Hundreds of police in pre-dawn raids swooped on 20 locations linked to the group “Saxonian Separatists” in formerly communist eastern Germany and neighbouring Poland, with locations also searched in Austria.

Federal prosecutors said the operation targeted “a militant group of 15 to 20 individuals whose ideology is characterised by racist, anti-Semitic and partially apocalyptic ideas”.

In anticipation of that day, the militants had planned to take control of parts of their state of Saxony and potentially other east German regions. Their plan was “to establish governmental and societal structures inspired by National Socialism” (Nazism) that would have sought to target “unwanted groups of people by means of ethnic cleansing”.

Prosecutors said the group “Saxonian Separatists”, with the initials SS like those of Adolf Hitler’s paramilitary organisation the Schutzstaffel, was founded about four years ago and that its members had since then made “continuous preparations for the perceived inevitable and violent change of government”.

More than 450 law enforcement personnel joined the operation, including state and federal police officers and commandos, in cooperation with the domestic intelligence service.

Their plan allegedly drew inspiration from the global QAnon movement and the German Reichsbuerger (Citizens of the Reich), which reject the legitimacy of the modern German republic. According to Germany’s intelligence services, the country’s number of right-wing extremists considered potentially violent rose to 14,500 last year.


- **What the exercise asks**: Locate each line of the material that contains "Image", then return it.

- **Supplied information**:
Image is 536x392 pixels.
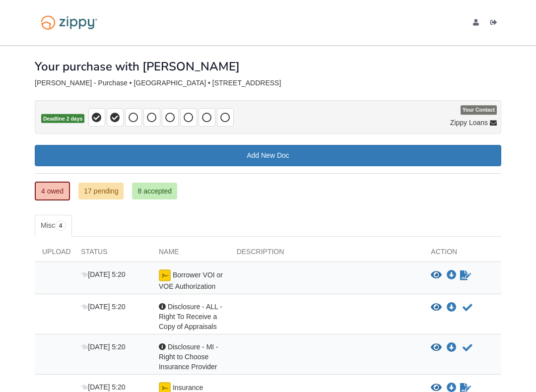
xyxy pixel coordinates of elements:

---

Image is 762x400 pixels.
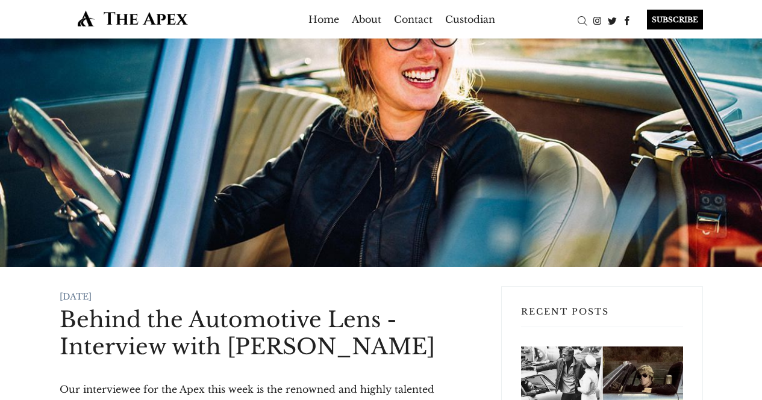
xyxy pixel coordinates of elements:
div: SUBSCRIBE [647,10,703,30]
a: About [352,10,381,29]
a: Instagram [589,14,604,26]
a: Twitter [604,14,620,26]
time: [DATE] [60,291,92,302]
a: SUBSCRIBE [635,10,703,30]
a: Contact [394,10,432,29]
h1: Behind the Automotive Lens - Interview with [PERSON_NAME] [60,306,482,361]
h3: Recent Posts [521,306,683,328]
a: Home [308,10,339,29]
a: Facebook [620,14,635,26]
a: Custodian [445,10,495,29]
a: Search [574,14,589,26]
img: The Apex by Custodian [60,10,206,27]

- **Answer to the problem**:
Image is 536x392 pixels.
Image is 762x400 pixels.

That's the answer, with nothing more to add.